FSM processing PUA taxation reimbursement payments for beneficiaries

By Bill Jaynes

The Kaselehlie Press

January 29, 2021

Pohnpei—The FSM National Government is in the process of issuing reimbursements of withheld taxes to recipients of the Pandemic Unemployment Assistance (PUA).  The US Department of Labor (DOL) issued the grant to the FSM for the purpose of aiding FSM residents who, because of the COVID-19 crisis, found themselves either unemployed or significantly under employed.

In the middle of last year, the FSM Congress passed a bill requiring that a 10 percent income tax and 15 percent Social Security payment should be withheld from each payment to approved beneficiaries of the PUA. FSM President Panuelo vetoed the bill and returned it to Congress.  Congress overturned the veto.

“Your Committee has reviewed Congressional Act No. 21-120, and the accompanying veto message (P.C. No. 21-301),” the Ways and Means Standing Committee Report recommending the override of the veto said. “Your Committee notes that the unemployment assistance grant that is forthcoming is more than enough to compensate an unemployed citizen of the Federated States of Micronesia even after the taxation is taken into account.  Your Committee believes that the revenue generated by taxing this windfall will benefit many other programs in the nation that are now struggling due to the COVID-19 pandemic.

“Your Committee further notes that during hearings on this bill, the Department of Finance and Administration and the Social Security Administration both supported the tax.  Taxing for social security purposes would, in fact, protect the benefits and eligibility of the unemployed to the social security safety net.  Your Committee has reviewed the President’s comments in P.C. No. 21-301 and your Committee has determined that the veto is purely based on policy,” the report said.

At the beginning of the ongoing sixth regular session of Congress, FSM President David Panuelo sent a bill to Congress that if enacted would rescind the PUA taxation law. Accompanying the bill and the President’s message urging its passage was a legal opinion issued by the FSM Department of Justice saying that the grant terms did not allow for the taxation of the benefits. Also accompanying the bill was the letter from the DOL that listed its reasons for curtailing the grant if withheld taxes were not reimbursed to beneficiaries.

According to Joses Gallen, the FSM Secretary for the Department of Justice, though Congress did not act to rescind the law, the reimbursements are still going out to PUA beneficiaries and will not be withheld in future.  He said that Congress did not feel the need to rescind the law because their legal counsel advised the members that the law already had a “saving clause” built into it. That clause says that the legislated taxes would be paid unless the grant conditions prohibit.

“When the US Dept of Labor sent its decision that no tax was a grant condition, we all agreed that no tax can be deducted,” Secretary Gallen explained in a Facebook message. “This was the AG’s legal position, but it was not really clear before. It became clearer when we submitted that question to the Department of Labor legal counsel responding that yes the stimulus grant has the condition that no tax can be deducted.”

“Ultimately, with or without the repeal, the deducted taxes will be reimbursed,” Secretary Gallen wrote.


Exercise goal:
Reproduce exactly the lines of the material beneath, from the line that contains "This screenshot has width=1224, height=872." to the line that contains "has height=392, width=416.", both included, and no other lines.

Excerpted records:
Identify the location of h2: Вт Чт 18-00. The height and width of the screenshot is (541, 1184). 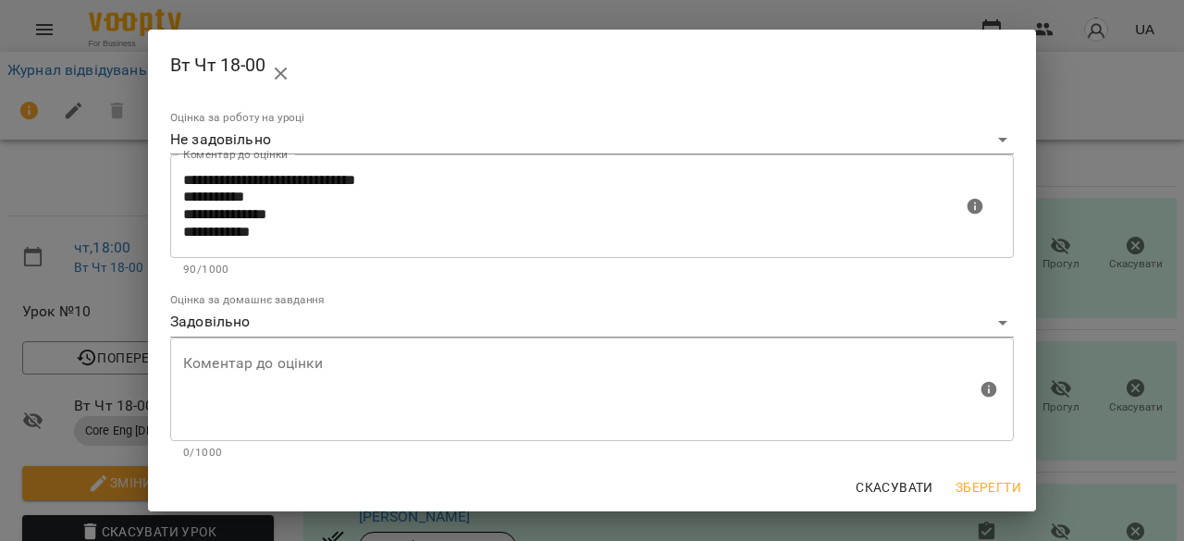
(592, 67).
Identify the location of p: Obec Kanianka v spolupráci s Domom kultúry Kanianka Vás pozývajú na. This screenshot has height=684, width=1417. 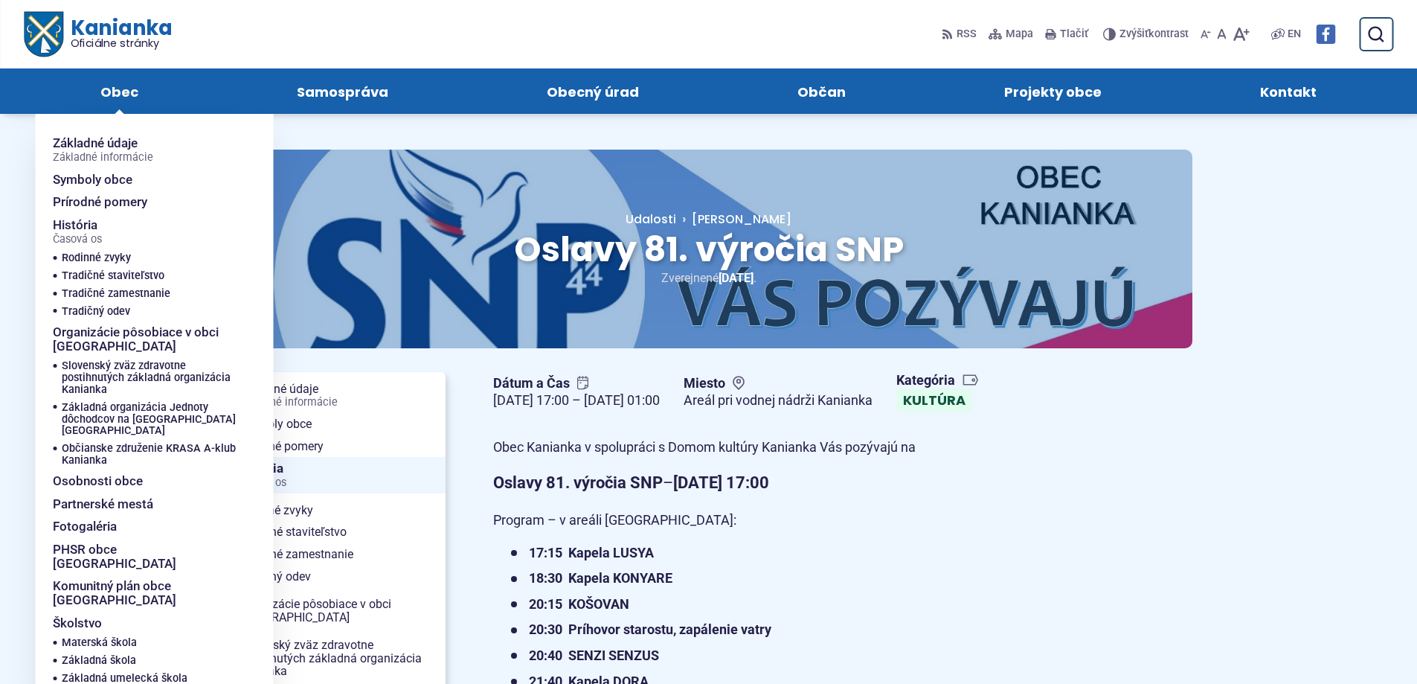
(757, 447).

==

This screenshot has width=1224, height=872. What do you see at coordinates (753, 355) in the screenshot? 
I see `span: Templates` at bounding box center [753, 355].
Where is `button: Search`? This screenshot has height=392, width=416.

Completed exercise:
This screenshot has width=1224, height=872. What do you see at coordinates (753, 355) in the screenshot? 
I see `span: Templates` at bounding box center [753, 355].
Where is `button: Search`? This screenshot has height=392, width=416.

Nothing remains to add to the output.